Bob George

Bob George

Bob George

Co-Founder & Director | ARChive of Contemporary Music

George is the Co-Founder and Director of the ARChive of Contemporary Music. The initial donation of 47,000 discs that began ARC came from his personal collection. Mr. George came to New York City in 1974 as a visual arts student at the Whitney Museum Studio Program. From 1975 to 1979, he co-directed performance artist Laurie Anderson’s stage show, and his record label, One Ten Records, released the first commercial compilation of audio work by visual artists, Airwaves, that included the initial recordings of Ms. Anderson and unreleased work by Meredith Monk. In 1980 he received a tiny National Endowment Grant to produce recordings by visual artists.  He released Laurie Anderson’s first single “O’Superman,” on his independent One Ten Records, that reached #2 on the UK pop charts. He has produce singles and remixes for Dr. John, Orchestra Jazira (UK/Ghana) and Sonny Okuson (Nigeria).

As a consultant, Mr. George selected soundworks for the Paris Biennale (1981, 1983), New Music America (1984), Arts & Events at NYC’s World Financial Center (1985–1989) and produced an occasional survey of new American pop and experimental music for the BBC, UK, as part of “The John Peel Show” (1982–1985). He is the author of Volume, the first comprehensive discographical reference work on Punk and New Wave music, was a contributor to Goodtime Kings by Billy Bergman, the first American book on contemporary African Pop, has written very little for the Village Voice, Playboy, Creem, Elle, Spin, Saveur and Billboard, and was the music editor for Benetton’s Colors magazine. He has consulted or contributed to many film projects including Martin Scorsese’s The Last Temptation of Christ and Goodfellas, Tom Hanks’ That Thing You Do, Ken Burns’ Baseball and Jonathan Demme’s Something Wild, Beloved and The Manchurian Candidate.  From 2015 – 2019 Mr. George worked with the Internet Archive in San Francisco as the Curator of sound collections and helped orchestrate massive digitization projects, including 3,000 music books, 150,000 78rpm discs and more than 250,000 CD from ARC’s collection.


Your answer must be an exact copy of the records, minus any pictures.

BEGIN

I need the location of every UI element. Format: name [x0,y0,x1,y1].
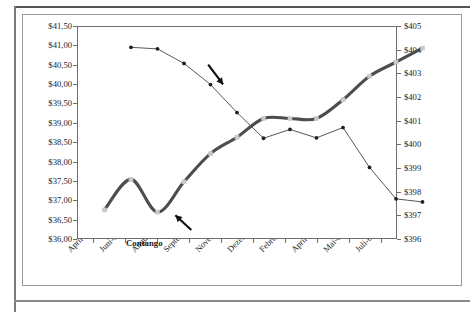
data-point-marker [156,47,160,51]
y-tick-mark-right [397,26,401,27]
y-tick-label-left: $40,00 [28,79,72,89]
x-tick-mark [381,239,382,243]
y-tick-mark-right [397,50,401,51]
y-tick-mark-right [397,97,401,98]
data-point-marker [129,177,134,182]
data-point-marker [182,62,186,66]
plot-area [77,26,397,239]
data-point-marker [235,135,240,140]
y-tick-label-left: $39,00 [28,118,72,128]
y-tick-label-left: $37,00 [28,195,72,205]
y-tick-label-left: $39,50 [28,98,72,108]
series-line [105,48,423,212]
page-rule-top [14,6,470,8]
y-tick-label-right: $401 [404,116,421,126]
data-point-marker [129,45,133,49]
x-tick-mark [285,239,286,243]
x-tick-mark [221,239,222,243]
data-point-marker [341,97,346,102]
data-point-marker [155,210,160,215]
y-tick-label-right: $398 [404,187,421,197]
data-point-marker [368,166,372,170]
data-point-marker [288,116,293,121]
data-point-marker [315,136,319,140]
y-tick-mark-right [397,239,401,240]
data-point-marker [367,74,372,79]
page-rule-bottom [14,300,470,302]
y-tick-label-left: $38,00 [28,157,72,167]
y-tick-label-left: $36,00 [28,234,72,244]
data-point-marker [421,200,425,204]
x-tick-mark [349,239,350,243]
x-tick-mark [189,239,190,243]
y-tick-label-left: $41,00 [28,40,72,50]
y-tick-label-right: $399 [404,163,421,173]
data-point-marker [262,136,266,140]
data-point-marker [102,208,107,213]
x-tick-mark [93,239,94,243]
chart-annotation: Contango [126,238,163,248]
y-tick-mark-right [397,121,401,122]
y-tick-label-left: $40,50 [28,60,72,70]
y-tick-mark-right [397,144,401,145]
data-point-marker [288,128,292,132]
y-tick-mark-right [397,192,401,193]
figure-container: Ölpreis ($/Barrel) Goldpreis ($/Troy Unz… [0,0,476,318]
data-point-marker [420,46,425,51]
y-tick-label-right: $397 [404,210,421,220]
series-canvas [78,27,396,238]
series-gold [102,46,425,215]
x-tick-mark [317,239,318,243]
x-tick-mark [253,239,254,243]
data-point-marker [314,116,319,121]
data-point-marker [208,151,213,156]
y-tick-mark-right [397,168,401,169]
data-point-marker [261,116,266,121]
y-tick-label-right: $403 [404,68,421,78]
page-rule-left [14,6,16,312]
data-point-marker [341,126,345,130]
data-point-marker [235,111,239,115]
y-tick-label-right: $396 [404,234,421,244]
data-point-marker [209,83,213,87]
y-tick-label-right: $402 [404,92,421,102]
y-tick-label-right: $405 [404,21,421,31]
data-point-marker [182,179,187,184]
y-tick-label-left: $38,50 [28,137,72,147]
data-point-marker [394,60,399,65]
y-tick-label-left: $37,50 [28,176,72,186]
data-point-marker [394,197,398,201]
y-tick-label-left: $41,50 [28,21,72,31]
y-tick-label-left: $36,50 [28,215,72,225]
y-tick-label-right: $400 [404,139,421,149]
y-tick-mark-right [397,215,401,216]
rohoel-arrow [208,65,223,85]
gold-arrow [175,215,191,230]
y-tick-mark-right [397,73,401,74]
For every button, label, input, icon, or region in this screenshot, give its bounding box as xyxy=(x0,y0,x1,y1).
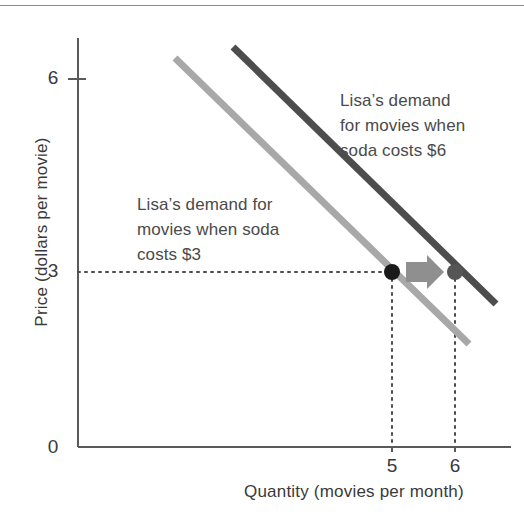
annotation-line: Lisa’s demand for xyxy=(137,192,317,217)
annotation-line: movies when soda xyxy=(137,217,317,242)
point-on-low-demand xyxy=(384,264,400,280)
demand-shift-chart: Price (dollars per movie) Quantity (movi… xyxy=(0,0,524,518)
y-tick-label-6: 6 xyxy=(42,67,64,89)
y-axis-title: Price (dollars per movie) xyxy=(32,112,52,352)
y-tick-label-3: 3 xyxy=(42,260,64,282)
x-axis-title: Quantity (movies per month) xyxy=(244,482,464,502)
annotation-line: for movies when xyxy=(340,113,510,138)
annotation-demand-soda-3: Lisa’s demand for movies when soda costs… xyxy=(137,192,317,267)
annotation-line: costs $3 xyxy=(137,242,317,267)
annotation-line: Lisa’s demand xyxy=(340,88,510,113)
annotation-line: soda costs $6 xyxy=(340,138,510,163)
x-tick-label-6: 6 xyxy=(444,455,466,477)
origin-label: 0 xyxy=(42,436,64,458)
x-tick-label-5: 5 xyxy=(381,455,403,477)
annotation-demand-soda-6: Lisa’s demand for movies when soda costs… xyxy=(340,88,510,163)
point-on-high-demand xyxy=(447,264,463,280)
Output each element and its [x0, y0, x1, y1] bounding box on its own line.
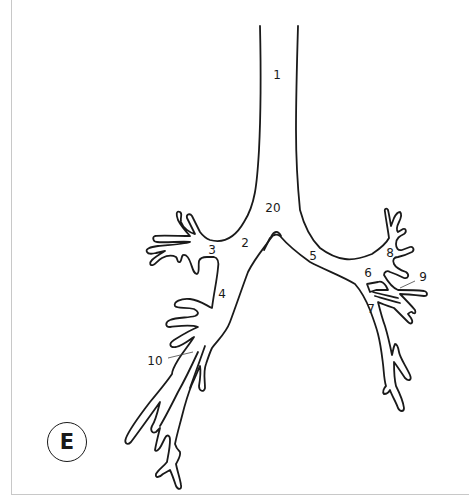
leader-line-9	[400, 281, 415, 288]
label-2: 2	[241, 237, 249, 249]
label-4: 4	[218, 288, 226, 300]
right-lateral-branch	[373, 292, 400, 303]
label-3: 3	[208, 244, 216, 256]
label-1: 1	[273, 69, 281, 81]
panel-letter-badge: E	[47, 422, 87, 462]
label-20: 20	[265, 202, 280, 214]
right-lower-branch-lumen	[367, 282, 388, 292]
label-6: 6	[364, 267, 372, 279]
label-7: 7	[367, 303, 375, 315]
label-5: 5	[309, 250, 317, 262]
label-8: 8	[386, 247, 394, 259]
trachea-left-wall	[125, 26, 427, 489]
label-10: 10	[147, 355, 162, 367]
label-9: 9	[419, 271, 427, 283]
panel-letter: E	[60, 430, 74, 454]
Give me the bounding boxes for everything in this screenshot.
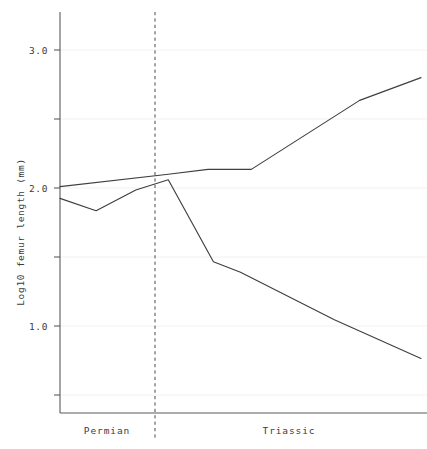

END

> [RESULT FOR THIS TASK]
I need the location of every UI element. Format: name [x0,y0,x1,y1].
data-point-marker [156,47,160,51]
y-tick-mark-right [397,26,401,27]
y-tick-label-left: $40,00 [28,79,72,89]
x-tick-mark [381,239,382,243]
y-tick-mark-right [397,50,401,51]
y-tick-mark-right [397,97,401,98]
data-point-marker [129,177,134,182]
data-point-marker [182,62,186,66]
plot-area [77,26,397,239]
data-point-marker [235,135,240,140]
y-tick-label-left: $39,00 [28,118,72,128]
y-tick-label-left: $37,00 [28,195,72,205]
y-tick-label-left: $39,50 [28,98,72,108]
series-line [105,48,423,212]
page-rule-top [14,6,470,8]
y-tick-label-right: $401 [404,116,421,126]
data-point-marker [129,45,133,49]
x-tick-mark [285,239,286,243]
x-tick-mark [221,239,222,243]
data-point-marker [341,97,346,102]
data-point-marker [155,210,160,215]
y-tick-label-right: $398 [404,187,421,197]
data-point-marker [368,166,372,170]
data-point-marker [288,116,293,121]
data-point-marker [315,136,319,140]
y-tick-mark-right [397,239,401,240]
data-point-marker [367,74,372,79]
page-rule-bottom [14,300,470,302]
y-tick-label-left: $38,00 [28,157,72,167]
y-tick-label-left: $36,00 [28,234,72,244]
data-point-marker [421,200,425,204]
x-tick-mark [349,239,350,243]
x-tick-mark [189,239,190,243]
y-tick-label-left: $41,00 [28,40,72,50]
y-tick-label-right: $399 [404,163,421,173]
data-point-marker [262,136,266,140]
data-point-marker [102,208,107,213]
x-tick-mark [93,239,94,243]
chart-annotation: Contango [126,238,163,248]
y-tick-mark-right [397,121,401,122]
y-tick-label-left: $40,50 [28,60,72,70]
y-tick-mark-right [397,144,401,145]
data-point-marker [288,128,292,132]
y-tick-mark-right [397,192,401,193]
figure-container: Ölpreis ($/Barrel) Goldpreis ($/Troy Unz… [0,0,476,318]
data-point-marker [420,46,425,51]
y-tick-label-right: $397 [404,210,421,220]
series-canvas [78,27,396,238]
series-gold [102,46,425,215]
x-tick-mark [317,239,318,243]
x-tick-mark [253,239,254,243]
data-point-marker [314,116,319,121]
data-point-marker [208,151,213,156]
y-tick-mark-right [397,168,401,169]
data-point-marker [261,116,266,121]
y-tick-label-right: $403 [404,68,421,78]
page-rule-left [14,6,16,312]
data-point-marker [341,126,345,130]
data-point-marker [235,111,239,115]
y-tick-label-right: $396 [404,234,421,244]
data-point-marker [209,83,213,87]
y-tick-label-right: $402 [404,92,421,102]
y-tick-label-right: $405 [404,21,421,31]
data-point-marker [182,179,187,184]
y-tick-label-left: $38,50 [28,137,72,147]
data-point-marker [394,60,399,65]
y-tick-label-left: $37,50 [28,176,72,186]
data-point-marker [394,197,398,201]
y-tick-label-left: $41,50 [28,21,72,31]
y-tick-label-left: $36,50 [28,215,72,225]
y-tick-label-right: $400 [404,139,421,149]
y-tick-mark-right [397,215,401,216]
rohoel-arrow [208,65,223,85]
gold-arrow [175,215,191,230]
y-tick-mark-right [397,73,401,74]
For every button, label, input, icon, or region in this screenshot, give its bounding box as xyxy=(x0,y0,x1,y1).
annotation-line: Lisa’s demand for xyxy=(137,192,317,217)
annotation-line: movies when soda xyxy=(137,217,317,242)
point-on-low-demand xyxy=(384,264,400,280)
demand-shift-chart: Price (dollars per movie) Quantity (movi… xyxy=(0,0,524,518)
y-tick-label-6: 6 xyxy=(42,67,64,89)
y-axis-title: Price (dollars per movie) xyxy=(32,112,52,352)
y-tick-label-3: 3 xyxy=(42,260,64,282)
x-axis-title: Quantity (movies per month) xyxy=(244,482,464,502)
annotation-line: for movies when xyxy=(340,113,510,138)
annotation-demand-soda-3: Lisa’s demand for movies when soda costs… xyxy=(137,192,317,267)
annotation-line: costs $3 xyxy=(137,242,317,267)
annotation-line: Lisa’s demand xyxy=(340,88,510,113)
annotation-line: soda costs $6 xyxy=(340,138,510,163)
x-tick-label-6: 6 xyxy=(444,455,466,477)
origin-label: 0 xyxy=(42,436,64,458)
x-tick-label-5: 5 xyxy=(381,455,403,477)
annotation-demand-soda-6: Lisa’s demand for movies when soda costs… xyxy=(340,88,510,163)
point-on-high-demand xyxy=(447,264,463,280)
Output each element and its [x0, y0, x1, y1] bounding box on its own line.
leader-line-9	[400, 281, 415, 288]
label-2: 2	[241, 237, 249, 249]
label-4: 4	[218, 288, 226, 300]
right-lateral-branch	[373, 292, 400, 303]
label-3: 3	[208, 244, 216, 256]
label-1: 1	[273, 69, 281, 81]
panel-letter-badge: E	[47, 422, 87, 462]
label-20: 20	[265, 202, 280, 214]
right-lower-branch-lumen	[367, 282, 388, 292]
label-6: 6	[364, 267, 372, 279]
label-7: 7	[367, 303, 375, 315]
label-5: 5	[309, 250, 317, 262]
label-8: 8	[386, 247, 394, 259]
trachea-left-wall	[125, 26, 427, 489]
label-10: 10	[147, 355, 162, 367]
label-9: 9	[419, 271, 427, 283]
panel-letter: E	[60, 430, 74, 454]
Give me the bounding boxes for everything in this screenshot.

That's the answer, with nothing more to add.